Bryant worked in wildlife rehabilitation before starting BEAR League, but these days she’s more likely to lean on her college studies in psychology. When someone sees a bear on their lawn, or at their door, or in their kitchen, it can be hard to remember, in the moment, that the average black bear can be treed by a Chihuahua, and that a bear’s huffing, bluff-charging, grunting, and teeth-clacking are usually nothing more than messages to back off. The correct human response is confidence and noise. Yell. Raise your arms—look big. Never turn your back on a bear. Stand your ground but also slowly retreat. Never block a bear’s exit—bears leave the same way they came in. Bryant tells people, “You gotta be aggressive, dominant, mean.”
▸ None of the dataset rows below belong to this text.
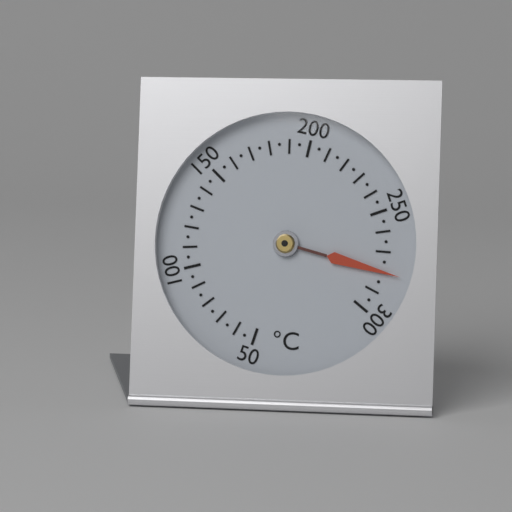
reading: 280 °C
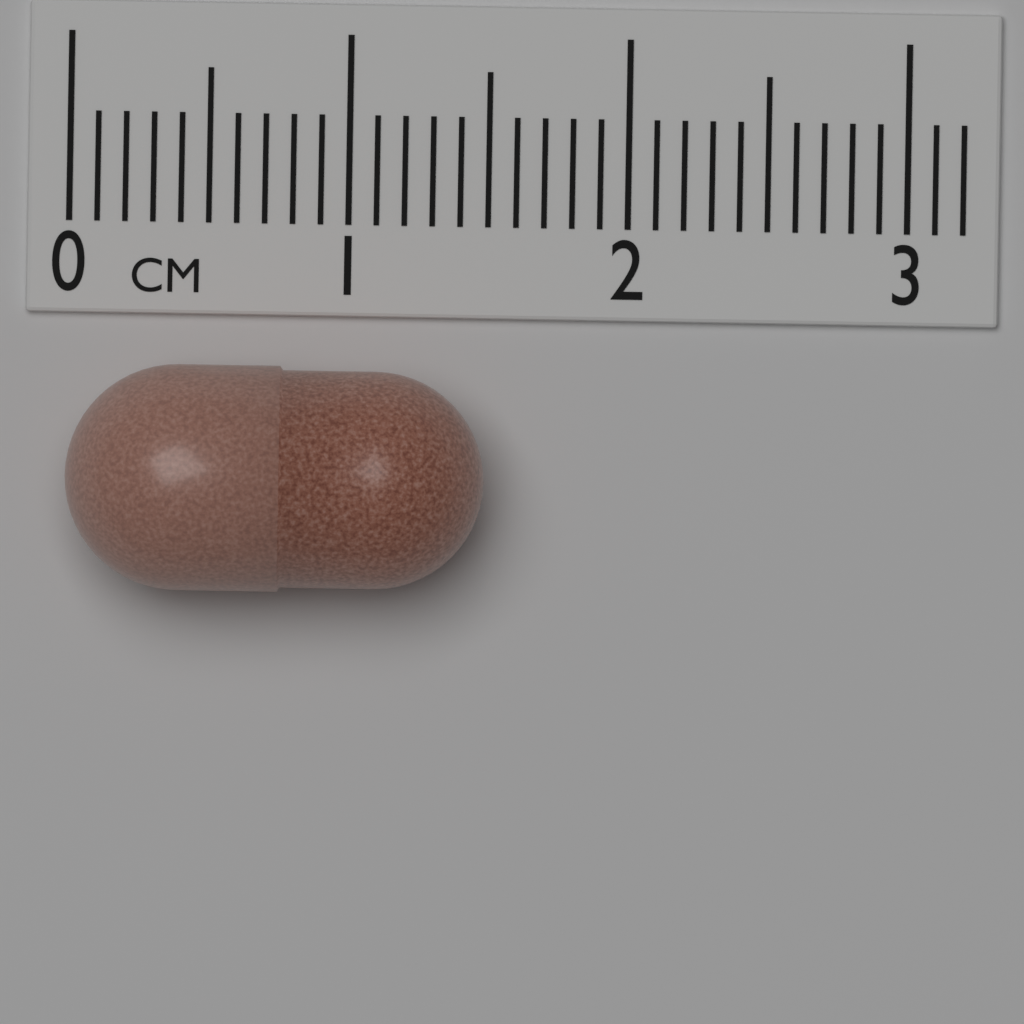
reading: 1.5 cm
Around Tahoe, Bryant is known as “the bear lady,” because she is always talking about bears or being talked about for talking about bears. She has appeared on PBS, the BBC, Animal Planet, National Geographic, and in countless local newscasts. Her bright blond hair, worn long, with bangs, is so distinctive that I wondered if it was a wig, until the wind blew and I saw scalp. (Bryant is a native Minnesotan of Scandinavian heritage.) Every time I visited her, she had on black leggings, a black hoodie, black Crocs. Even indoors, and always on TV, she wears gold-rimmed sunglasses and fingerless leather gloves—beige one day, black the next. They reminded me of bear paws.